Not going gentle

In provocative essays, Clive James rages against -- and for -- the literary lights of the 20th century

March 25, 2007|Richard Eder

Cultural Amnesia: Necessary Memories From History and the Arts
By Clive James
Norton, 876 pp., illustrated, $35

I know Montaigne. Montaigne is a friend of mine. And believe me, Clive James, you're no Montaigne.

No, but he is Clive James, something I'd give critical heart as well as eyeteeth to be. Polymath, television interviewer and producer, and above all -- with the faintest necessary touch of the Yahoo -- one of the most ingeniously stimulating literary critics now writing in English.

Over the years James has been laboring upon something seemingly quite different: a collection of mini- essays, mostly brief, and ostensibly about writers, though Hitler is there (he did write that compulsory best seller " Mein Kampf ") as well as Margaret Thatcher, Mao, and Duke Ellington.

So why Montaigne? As with that most human of Frenchmen, all 76 pieces are really about himself: almost everything he has thought about almost everything. They ramble every which way while retaining a guiding moral gravity sparked by epigram and brought up short by paradox.

So why not Montaigne? Well, no one could be that (a spaciousness that four centuries later still opens free space in our clotted and encumbered minds), just as no one could be Shakespeare. But even to ask "Why not?" is a tribute.

"These fragments I have shored against my ruins," intones "The Waste Land." These 76 candles James has lighted against the dark ruins of much of Europe's 20th century. It is a moral and existential effort even more than a literary one. What are the lives, the choices, the heroisms, the shames, the difficult truths and difficult falsehoods that his writers have made?

James praises, skewers, laments, sympathizes , and above all ramps restlessly through all he has read, as if beyond its revelations some arch-revelation lurked. "The word: our token of ultimate peace," wrote Miguel de Unamuno (one of the 76), but the unquiet James finds only provisional bits of peace.

There is no single theme among the essays, which range from a page or two to more than a dozen, and are set out alphabetically: Anna Akhmatova to Stefan Zweig. There are clusters of concern, though. Some treat of writers confronting or not confronting Nazism.

There are the heroes: Marc Bloch and Jean Prévost , both of whom perished in the French Resistance. James is more scathing about those -- Sartre in particular -- whom he finds self-protective and subsequently arrogant about it. While admiring Sartre's fiction, he despises his philosophy (along with that of Foucault and Derrida) as intended to fuzz reality rather than reveal it. They write " the sentence that spurns the earth because it fears a puncture."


About this task - If a line in the data holds the string "Collector", list it.

Data for this task -
------------------------------------------------------------------------

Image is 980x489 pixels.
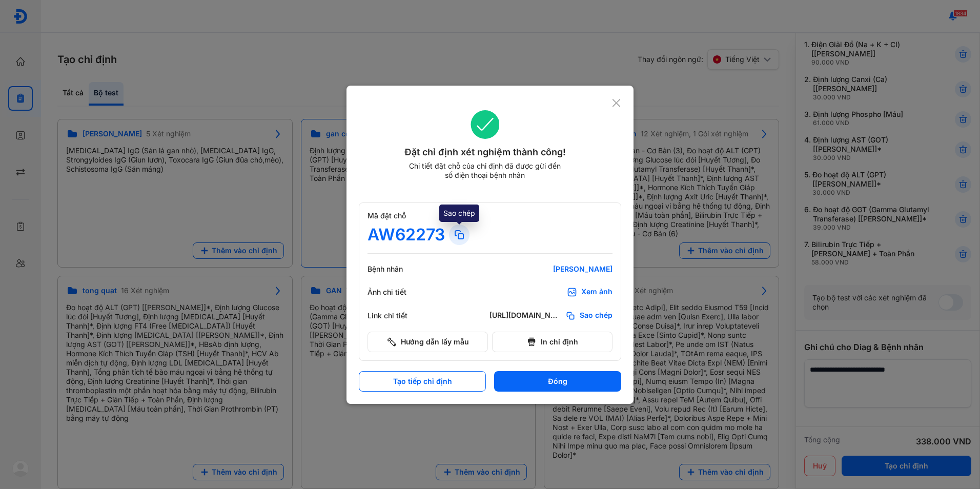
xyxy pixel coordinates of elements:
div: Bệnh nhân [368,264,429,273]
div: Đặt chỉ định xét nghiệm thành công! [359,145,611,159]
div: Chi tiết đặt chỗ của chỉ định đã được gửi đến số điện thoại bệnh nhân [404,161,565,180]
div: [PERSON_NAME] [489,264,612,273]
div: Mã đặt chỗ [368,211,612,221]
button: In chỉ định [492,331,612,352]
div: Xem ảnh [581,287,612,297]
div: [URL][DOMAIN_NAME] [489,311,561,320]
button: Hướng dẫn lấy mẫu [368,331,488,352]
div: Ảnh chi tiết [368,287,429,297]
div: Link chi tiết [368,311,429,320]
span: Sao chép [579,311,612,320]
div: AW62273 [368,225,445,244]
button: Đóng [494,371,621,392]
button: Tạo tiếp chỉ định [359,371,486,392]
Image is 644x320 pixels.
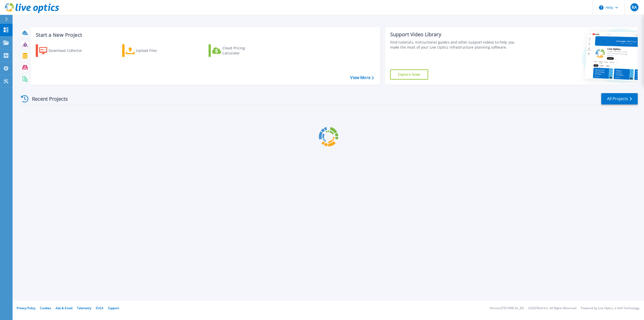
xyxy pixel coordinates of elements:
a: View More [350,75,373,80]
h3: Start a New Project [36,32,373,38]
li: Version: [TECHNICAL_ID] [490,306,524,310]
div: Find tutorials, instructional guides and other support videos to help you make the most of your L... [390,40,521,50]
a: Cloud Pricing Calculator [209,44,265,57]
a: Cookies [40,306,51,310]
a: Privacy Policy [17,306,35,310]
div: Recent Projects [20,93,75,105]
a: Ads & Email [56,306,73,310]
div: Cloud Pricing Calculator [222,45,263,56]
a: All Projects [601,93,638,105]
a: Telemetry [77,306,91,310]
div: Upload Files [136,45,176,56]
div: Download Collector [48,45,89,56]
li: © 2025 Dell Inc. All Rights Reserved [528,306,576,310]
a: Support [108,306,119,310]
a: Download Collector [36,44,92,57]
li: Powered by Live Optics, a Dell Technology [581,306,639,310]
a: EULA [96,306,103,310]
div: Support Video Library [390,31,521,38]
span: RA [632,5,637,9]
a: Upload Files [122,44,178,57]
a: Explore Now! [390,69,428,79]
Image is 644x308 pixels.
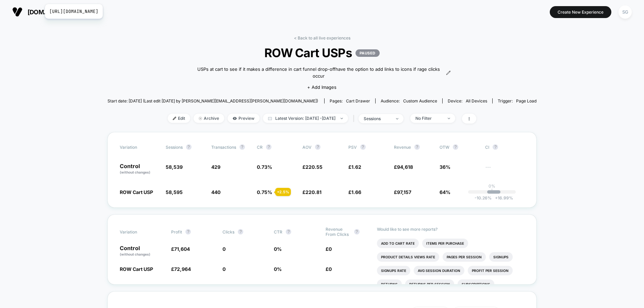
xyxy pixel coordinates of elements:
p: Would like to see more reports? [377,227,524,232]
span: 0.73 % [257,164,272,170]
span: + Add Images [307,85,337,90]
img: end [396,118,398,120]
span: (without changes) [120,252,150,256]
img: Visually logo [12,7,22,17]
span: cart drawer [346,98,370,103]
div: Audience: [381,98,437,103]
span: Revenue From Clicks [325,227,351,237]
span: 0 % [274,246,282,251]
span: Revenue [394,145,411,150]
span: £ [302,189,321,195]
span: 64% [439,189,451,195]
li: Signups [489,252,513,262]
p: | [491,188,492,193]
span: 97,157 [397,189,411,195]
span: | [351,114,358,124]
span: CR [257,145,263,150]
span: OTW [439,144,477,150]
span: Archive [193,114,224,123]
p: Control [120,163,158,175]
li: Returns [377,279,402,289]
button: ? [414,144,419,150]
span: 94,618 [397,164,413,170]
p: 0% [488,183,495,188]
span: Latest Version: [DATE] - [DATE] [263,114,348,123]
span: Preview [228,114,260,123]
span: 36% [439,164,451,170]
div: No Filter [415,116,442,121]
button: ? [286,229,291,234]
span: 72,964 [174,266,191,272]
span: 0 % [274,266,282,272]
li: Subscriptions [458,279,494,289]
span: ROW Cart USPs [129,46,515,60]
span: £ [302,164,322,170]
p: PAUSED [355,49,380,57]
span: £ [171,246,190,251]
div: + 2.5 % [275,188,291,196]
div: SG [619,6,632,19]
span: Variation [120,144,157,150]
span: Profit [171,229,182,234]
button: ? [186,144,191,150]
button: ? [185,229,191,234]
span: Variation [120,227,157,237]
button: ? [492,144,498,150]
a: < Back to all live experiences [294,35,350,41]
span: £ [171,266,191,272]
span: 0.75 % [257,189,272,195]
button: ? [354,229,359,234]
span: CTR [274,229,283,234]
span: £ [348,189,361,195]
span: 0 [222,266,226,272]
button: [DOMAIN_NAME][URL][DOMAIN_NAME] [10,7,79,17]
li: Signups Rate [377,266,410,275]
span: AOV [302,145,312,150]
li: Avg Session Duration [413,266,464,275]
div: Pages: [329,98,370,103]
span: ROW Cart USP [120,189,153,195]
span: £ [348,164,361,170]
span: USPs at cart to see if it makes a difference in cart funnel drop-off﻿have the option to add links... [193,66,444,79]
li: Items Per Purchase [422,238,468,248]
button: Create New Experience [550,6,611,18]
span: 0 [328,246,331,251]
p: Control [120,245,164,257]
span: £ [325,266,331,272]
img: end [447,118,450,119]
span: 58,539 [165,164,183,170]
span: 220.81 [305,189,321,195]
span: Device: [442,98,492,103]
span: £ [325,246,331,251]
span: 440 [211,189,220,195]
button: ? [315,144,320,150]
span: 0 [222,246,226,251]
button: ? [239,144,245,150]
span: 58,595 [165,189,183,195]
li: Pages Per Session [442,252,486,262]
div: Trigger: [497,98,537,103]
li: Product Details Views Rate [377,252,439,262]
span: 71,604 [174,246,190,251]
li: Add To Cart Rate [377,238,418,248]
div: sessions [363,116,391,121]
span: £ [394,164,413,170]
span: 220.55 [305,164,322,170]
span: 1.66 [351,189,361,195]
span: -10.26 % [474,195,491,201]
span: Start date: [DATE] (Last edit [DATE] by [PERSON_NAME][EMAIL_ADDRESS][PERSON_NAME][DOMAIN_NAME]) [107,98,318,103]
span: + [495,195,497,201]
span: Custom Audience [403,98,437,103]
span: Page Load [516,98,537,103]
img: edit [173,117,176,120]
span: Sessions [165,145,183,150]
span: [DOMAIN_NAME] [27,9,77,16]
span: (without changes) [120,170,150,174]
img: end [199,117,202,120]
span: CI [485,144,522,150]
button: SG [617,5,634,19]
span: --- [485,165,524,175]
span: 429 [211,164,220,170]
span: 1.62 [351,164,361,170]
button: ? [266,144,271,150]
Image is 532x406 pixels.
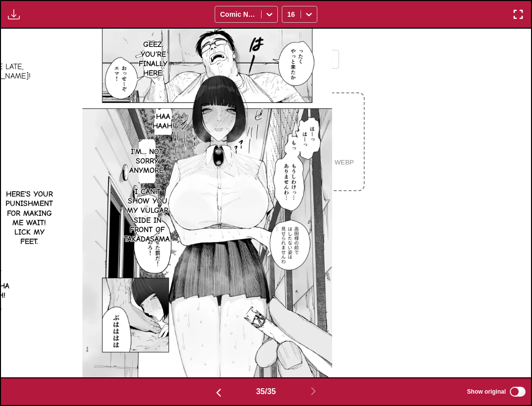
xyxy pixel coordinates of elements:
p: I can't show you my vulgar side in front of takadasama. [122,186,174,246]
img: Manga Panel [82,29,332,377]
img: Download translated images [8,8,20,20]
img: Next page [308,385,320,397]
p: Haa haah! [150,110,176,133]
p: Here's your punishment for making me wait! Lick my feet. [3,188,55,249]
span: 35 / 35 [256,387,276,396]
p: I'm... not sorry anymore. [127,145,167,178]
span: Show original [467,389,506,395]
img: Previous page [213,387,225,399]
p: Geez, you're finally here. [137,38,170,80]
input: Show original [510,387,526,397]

------------------------------------------------------------------------

Result of this task -
div: Download Collector [48,45,89,56]
a: Download Collector [36,44,92,57]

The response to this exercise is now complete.